Triumphalism and Unruliness during the Construction of the Panama Canal
This paper considers the construction of the Panama Canal in order to analyze the confluence of imperialism, modernity, and environmental control.
This paper considers the construction of the Panama Canal in order to analyze the confluence of imperialism, modernity, and environmental control.
This paper considers Cherrapunji, a sleep hilltop village in the remote northeastern frontier of India discovered through the colonial search for a cool place for European sensibilities.
Wasser correlates the control of water supply with power in a comparative collection of articles on water in ancient, early modern, and modern states.
Effective strategies for rat control based on ecology were invented in Baltimore in the 1940s. The program, however, did not last.

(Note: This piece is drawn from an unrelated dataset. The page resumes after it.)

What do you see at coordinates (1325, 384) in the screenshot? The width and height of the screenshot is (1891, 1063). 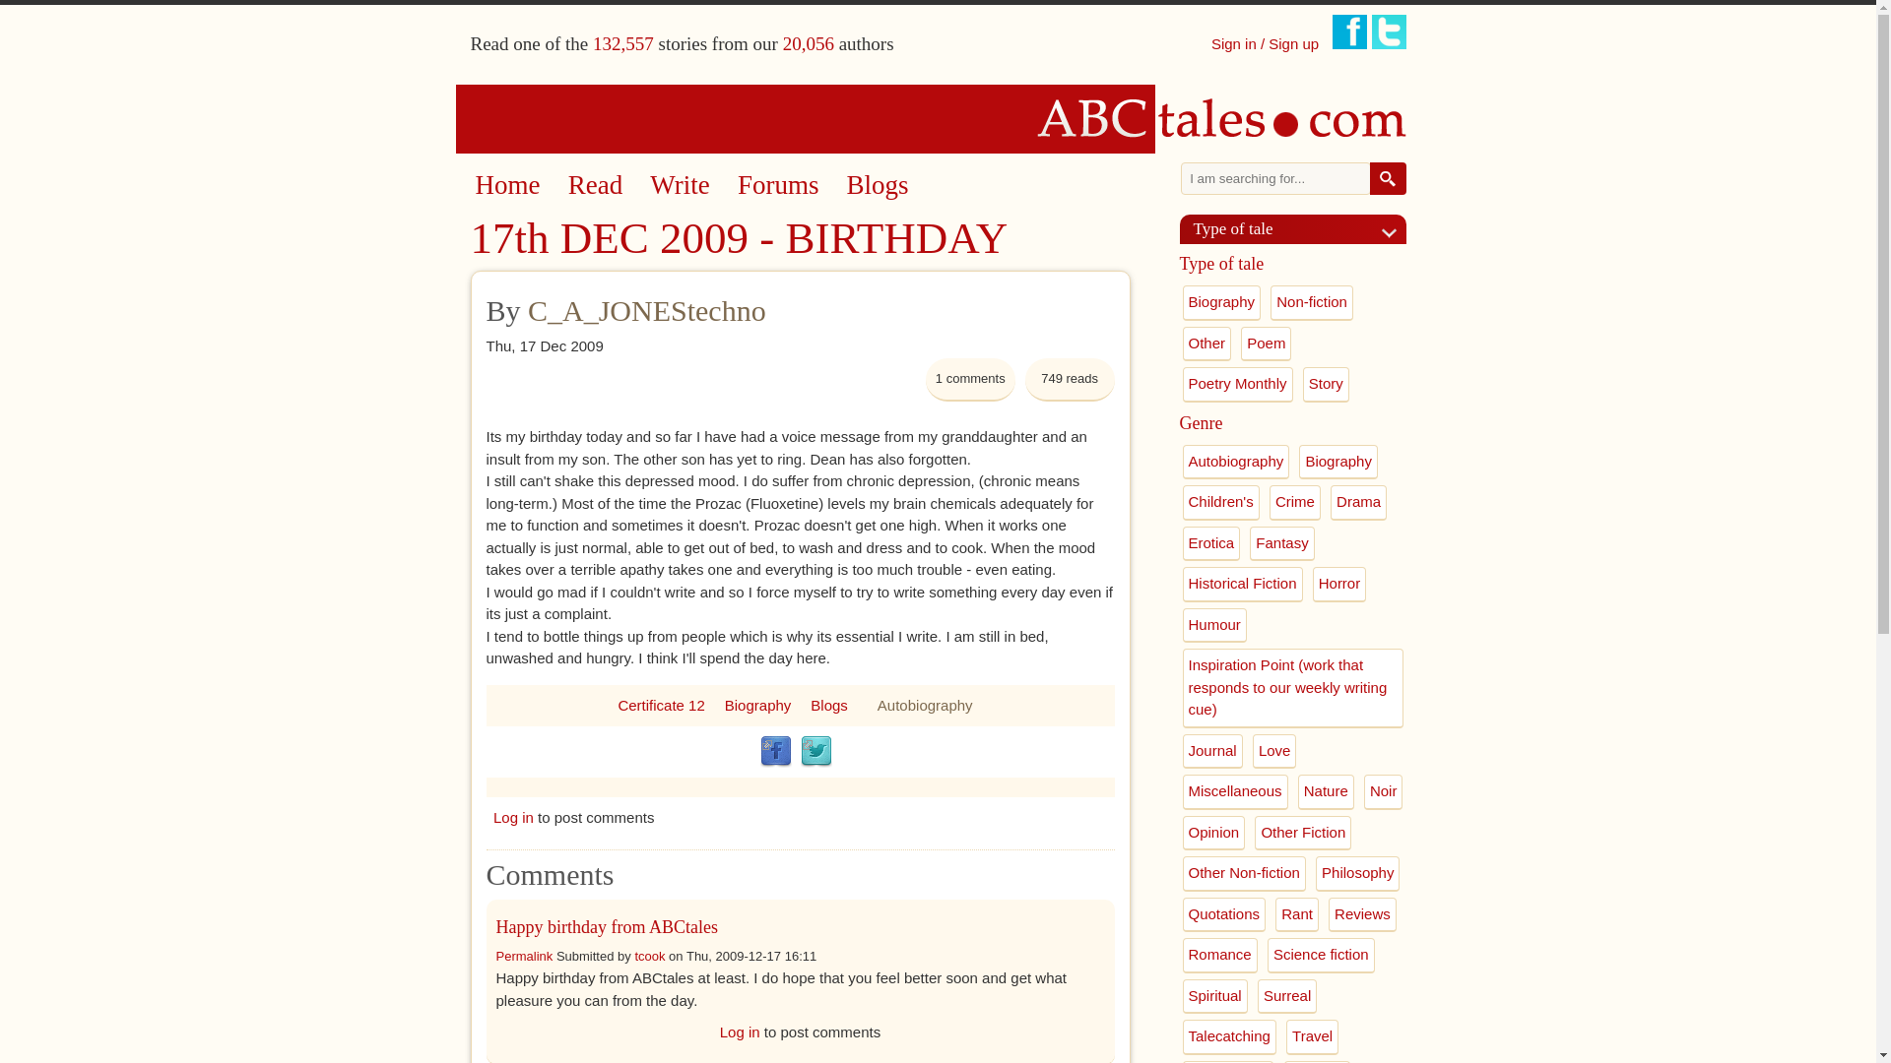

Paul Gillen explores the role of conscious human agency leading up to the Anthropocene, suggesting that the development of sentience in the Phanerozoic eon exerted an influence on the interaction of minerals and life.
This study focuses on the social conflict arisen from the use of camera traps for conservation practices and the “human bycatch,” namely captured images of people occurring mostly unintentionally. The authors argue for the necessity of policy guidelines to counter possible repercussion on the use of the camera trap, which is recognized as a resourceful tool for wildlife monitoring and photography.
Xenia Cherkaev and Elena Tipikina examine the institutions of the Stalinist state that planned the distribution, raising, and breeding of family dogs for military service. The investigate how the program affected human-dog relations.
Erika Amethyst Szymanski investigates the impact of synthetic yeast, which is gaining ground in a variety of foodscapes, and reflects upon the meaning of Terroir that synthetic yeast brings about.
The author attempts to reframe the classical distinction in conservation biology between native and invasive species by referring to migration and settlement of nonhuman beings as diasporas. She uses the introduction of Canadian beavers in Chilean Tierra del Fuego in 1947 as a case study.
Erin Ryan shares her work on negotiated federalism, exploring how good multiscalar governance is often the product of intergovernmental bargaining among decision makers at various levels of government.